UKCS volcanoes questioned

March 4, 2019
Researchers said recent study results suggest the possibility of oil and natural gas discoveries in a 7,000-sq km area of the UK North Sea because of “phantom” volcanoes.

Researchers said recent study results suggest the possibility of oil and natural gas discoveries in a 7,000-sq km area of the UK North Sea because of “phantom” volcanoes.

Geologists said a large swathe of the UK Continental Shelf was unexplored for more than 50 years because of beliefs about the existence of volcanoes based upon what researchers now call “incorrect geological models.”

Scientists from the University of Aberdeen led a study resulting in an article entitled “Phantom volcanoes discovery signals new hope for North Sea oil and gas exploration” that was published in November 2018 in the Journal of the Geological Society.

Previously, scientists believed the Middle Jurassic Rattray volcanic province off northwest Scotland contained three volcanoes that erupted 165 million years ago. The notion that the area contained empty magma chambers ruled out possible oil and gas discoveries.

The volcanoes were believed to have been formed millions of years ago during seismic activity under the North Sea that almost created an ocean between Britain and Europe—a rifting episode geologists have described as a failed ‘Jurassic Brexit’ attempt.

Assumption overturned

Nick Schofield and Ailsa Quirie from the University of Aberdeen along with colleagues from Heriot-Watt and the University of Adelaide have questioned this assumption.

Schofield said reinterpretation using 3D seismic data and well data shows no volcanic centers are present, and the Rattray volcanics were instead sourced in fissure eruptions from linear vents.

Norway’s Petroleum Geo-Services provided the 3D seismic.

The fissures run parallel to the Highland Boundary Fault, which intersects the Rattray volcanics at the Buchan-Glenn Fissure System.

“What we found has completely overturned decades of accepted knowledge,” Scholfield said. “Our study has shown these volcanoes never existed at all. Essentially this gives us back a huge amount of gross rock volume that we never knew existed.”

Schofield added: “There is a huge area under there that hasn’t been looked at in detail for a long time” because of an incorrect geological model. Meanwhile, discoveries still are being made in the North Sea, such as the Central Graben and Viking Graben areas.

UKCS discoveries

Wood Mackenzie Ltd. said the UK Central Graben basin is in less than 100 m of water. The Mesozoic high-pressure, high-temperature play remains of interest following the large Culzean discovery in 2008, which is expected on stream late this year.

In January, CNOOC Petroleum Europe Ltd. discovered natural gas and condensate pay in the Glengorm prospect in the Central Graben area. The CNOOC subsidiary drilled an exploration well to 5,056 m TD in 86 m of water, encountering net gas and condensate pay with a total net thickness of 37 m in a Upper Jurassic reservoir.

Recoverable resources are estimated at about 250 million boe, said partner Total E&P UK North Sea Ltd.

Further drilling and testing will be carried out to appraise resources and the productivity of the reservoir, Total said.

The discovery was in the P2215 license, previously part of the Maersk Oil portfolio, and close to existing Total-operated infrastructures offering tie-back possibilities, such as the Elgin-Franklin platform and the Culzean project.

CNOOC is operator with 50% working interest. Partners include Total and Euroil, a wholly owned subsidiary of Edison E&P SPA, each with 25% working interest.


## WHAT YOU NEED TO DO
Print each entry verbatim.

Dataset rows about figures
************

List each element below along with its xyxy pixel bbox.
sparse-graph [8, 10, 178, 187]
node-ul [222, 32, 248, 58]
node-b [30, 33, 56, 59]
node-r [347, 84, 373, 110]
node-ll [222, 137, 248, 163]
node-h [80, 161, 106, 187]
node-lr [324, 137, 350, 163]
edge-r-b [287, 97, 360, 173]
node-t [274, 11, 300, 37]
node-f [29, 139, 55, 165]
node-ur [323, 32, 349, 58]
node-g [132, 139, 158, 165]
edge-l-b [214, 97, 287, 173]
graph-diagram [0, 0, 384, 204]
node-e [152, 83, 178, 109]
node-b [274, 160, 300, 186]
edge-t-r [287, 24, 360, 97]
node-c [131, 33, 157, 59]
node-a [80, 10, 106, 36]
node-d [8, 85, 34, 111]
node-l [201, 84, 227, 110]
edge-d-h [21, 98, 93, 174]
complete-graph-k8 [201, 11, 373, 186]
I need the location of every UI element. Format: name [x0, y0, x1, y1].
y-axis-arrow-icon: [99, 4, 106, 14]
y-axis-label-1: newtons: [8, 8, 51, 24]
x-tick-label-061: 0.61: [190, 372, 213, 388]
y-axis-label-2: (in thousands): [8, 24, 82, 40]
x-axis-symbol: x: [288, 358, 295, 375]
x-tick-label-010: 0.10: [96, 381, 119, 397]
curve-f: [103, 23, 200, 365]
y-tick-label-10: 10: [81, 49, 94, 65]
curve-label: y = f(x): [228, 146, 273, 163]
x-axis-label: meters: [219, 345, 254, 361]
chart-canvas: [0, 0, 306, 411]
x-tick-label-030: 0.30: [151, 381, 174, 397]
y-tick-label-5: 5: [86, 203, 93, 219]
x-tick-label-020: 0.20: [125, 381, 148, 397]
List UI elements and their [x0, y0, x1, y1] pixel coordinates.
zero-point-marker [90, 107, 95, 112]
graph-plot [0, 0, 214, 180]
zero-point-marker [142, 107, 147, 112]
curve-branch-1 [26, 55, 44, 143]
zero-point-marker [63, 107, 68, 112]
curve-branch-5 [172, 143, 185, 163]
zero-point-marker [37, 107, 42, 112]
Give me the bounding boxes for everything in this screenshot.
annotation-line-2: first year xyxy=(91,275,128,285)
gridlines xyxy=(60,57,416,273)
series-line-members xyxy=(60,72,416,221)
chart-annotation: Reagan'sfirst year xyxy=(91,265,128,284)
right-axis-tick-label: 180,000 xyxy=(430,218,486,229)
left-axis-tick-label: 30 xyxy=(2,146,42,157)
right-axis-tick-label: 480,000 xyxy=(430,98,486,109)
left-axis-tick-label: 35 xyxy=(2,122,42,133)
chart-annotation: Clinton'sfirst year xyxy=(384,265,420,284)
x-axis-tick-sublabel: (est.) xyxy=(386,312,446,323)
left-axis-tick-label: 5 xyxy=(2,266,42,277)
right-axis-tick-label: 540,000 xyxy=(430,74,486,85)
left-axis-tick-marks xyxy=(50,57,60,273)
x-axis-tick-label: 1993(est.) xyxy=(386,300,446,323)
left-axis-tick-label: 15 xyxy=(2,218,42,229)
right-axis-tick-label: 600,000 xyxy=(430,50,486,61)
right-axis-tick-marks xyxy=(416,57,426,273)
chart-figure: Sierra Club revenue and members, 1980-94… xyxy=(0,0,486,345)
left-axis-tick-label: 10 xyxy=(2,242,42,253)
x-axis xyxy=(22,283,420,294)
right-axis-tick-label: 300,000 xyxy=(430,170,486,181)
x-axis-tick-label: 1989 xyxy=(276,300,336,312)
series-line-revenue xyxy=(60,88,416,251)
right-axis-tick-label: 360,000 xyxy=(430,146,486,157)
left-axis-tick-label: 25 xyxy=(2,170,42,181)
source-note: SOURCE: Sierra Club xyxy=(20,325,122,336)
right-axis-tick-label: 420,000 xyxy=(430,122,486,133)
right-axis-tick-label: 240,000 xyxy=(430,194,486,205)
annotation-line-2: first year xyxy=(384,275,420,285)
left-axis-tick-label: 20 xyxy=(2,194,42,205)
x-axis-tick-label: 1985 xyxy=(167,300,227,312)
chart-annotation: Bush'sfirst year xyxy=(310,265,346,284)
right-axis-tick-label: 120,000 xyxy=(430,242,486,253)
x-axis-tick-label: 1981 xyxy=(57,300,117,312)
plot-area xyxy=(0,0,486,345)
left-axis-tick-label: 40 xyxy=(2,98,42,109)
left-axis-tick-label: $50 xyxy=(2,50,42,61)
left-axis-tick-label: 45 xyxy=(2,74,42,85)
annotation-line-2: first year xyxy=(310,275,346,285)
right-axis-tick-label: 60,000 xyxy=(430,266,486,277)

************

## RESPONSE TO THIS TASK
List each element below along with its xyxy pixel bbox.
sparse-graph [8, 10, 178, 187]
node-ul [222, 32, 248, 58]
node-b [30, 33, 56, 59]
node-r [347, 84, 373, 110]
node-ll [222, 137, 248, 163]
node-h [80, 161, 106, 187]
node-lr [324, 137, 350, 163]
edge-r-b [287, 97, 360, 173]
node-t [274, 11, 300, 37]
node-f [29, 139, 55, 165]
node-ur [323, 32, 349, 58]
node-g [132, 139, 158, 165]
edge-l-b [214, 97, 287, 173]
graph-diagram [0, 0, 384, 204]
node-e [152, 83, 178, 109]
node-b [274, 160, 300, 186]
edge-t-r [287, 24, 360, 97]
node-c [131, 33, 157, 59]
node-a [80, 10, 106, 36]
node-d [8, 85, 34, 111]
node-l [201, 84, 227, 110]
edge-d-h [21, 98, 93, 174]
complete-graph-k8 [201, 11, 373, 186]
I need the location of every UI element. Format: name [x0, y0, x1, y1].
y-axis-arrow-icon: [99, 4, 106, 14]
y-axis-label-1: newtons: [8, 8, 51, 24]
x-tick-label-061: 0.61: [190, 372, 213, 388]
y-axis-label-2: (in thousands): [8, 24, 82, 40]
x-axis-symbol: x: [288, 358, 295, 375]
x-tick-label-010: 0.10: [96, 381, 119, 397]
curve-f: [103, 23, 200, 365]
y-tick-label-10: 10: [81, 49, 94, 65]
curve-label: y = f(x): [228, 146, 273, 163]
x-axis-label: meters: [219, 345, 254, 361]
chart-canvas: [0, 0, 306, 411]
x-tick-label-030: 0.30: [151, 381, 174, 397]
y-tick-label-5: 5: [86, 203, 93, 219]
x-tick-label-020: 0.20: [125, 381, 148, 397]
List UI elements and their [x0, y0, x1, y1] pixel coordinates.
zero-point-marker [90, 107, 95, 112]
graph-plot [0, 0, 214, 180]
zero-point-marker [142, 107, 147, 112]
curve-branch-1 [26, 55, 44, 143]
zero-point-marker [63, 107, 68, 112]
curve-branch-5 [172, 143, 185, 163]
zero-point-marker [37, 107, 42, 112]
Give me the bounding boxes for everything in this screenshot.
annotation-line-2: first year xyxy=(91,275,128,285)
gridlines xyxy=(60,57,416,273)
series-line-members xyxy=(60,72,416,221)
chart-annotation: Reagan'sfirst year xyxy=(91,265,128,284)
right-axis-tick-label: 180,000 xyxy=(430,218,486,229)
left-axis-tick-label: 30 xyxy=(2,146,42,157)
right-axis-tick-label: 480,000 xyxy=(430,98,486,109)
left-axis-tick-label: 35 xyxy=(2,122,42,133)
chart-annotation: Clinton'sfirst year xyxy=(384,265,420,284)
x-axis-tick-sublabel: (est.) xyxy=(386,312,446,323)
left-axis-tick-label: 5 xyxy=(2,266,42,277)
right-axis-tick-label: 540,000 xyxy=(430,74,486,85)
left-axis-tick-marks xyxy=(50,57,60,273)
x-axis-tick-label: 1993(est.) xyxy=(386,300,446,323)
left-axis-tick-label: 15 xyxy=(2,218,42,229)
right-axis-tick-label: 600,000 xyxy=(430,50,486,61)
right-axis-tick-marks xyxy=(416,57,426,273)
chart-figure: Sierra Club revenue and members, 1980-94… xyxy=(0,0,486,345)
left-axis-tick-label: 10 xyxy=(2,242,42,253)
x-axis xyxy=(22,283,420,294)
right-axis-tick-label: 300,000 xyxy=(430,170,486,181)
x-axis-tick-label: 1989 xyxy=(276,300,336,312)
series-line-revenue xyxy=(60,88,416,251)
right-axis-tick-label: 360,000 xyxy=(430,146,486,157)
left-axis-tick-label: 25 xyxy=(2,170,42,181)
source-note: SOURCE: Sierra Club xyxy=(20,325,122,336)
right-axis-tick-label: 420,000 xyxy=(430,122,486,133)
right-axis-tick-label: 240,000 xyxy=(430,194,486,205)
annotation-line-2: first year xyxy=(384,275,420,285)
left-axis-tick-label: 20 xyxy=(2,194,42,205)
x-axis-tick-label: 1985 xyxy=(167,300,227,312)
chart-annotation: Bush'sfirst year xyxy=(310,265,346,284)
right-axis-tick-label: 120,000 xyxy=(430,242,486,253)
x-axis-tick-label: 1981 xyxy=(57,300,117,312)
plot-area xyxy=(0,0,486,345)
left-axis-tick-label: 40 xyxy=(2,98,42,109)
left-axis-tick-label: $50 xyxy=(2,50,42,61)
left-axis-tick-label: 45 xyxy=(2,74,42,85)
annotation-line-2: first year xyxy=(310,275,346,285)
right-axis-tick-label: 60,000 xyxy=(430,266,486,277)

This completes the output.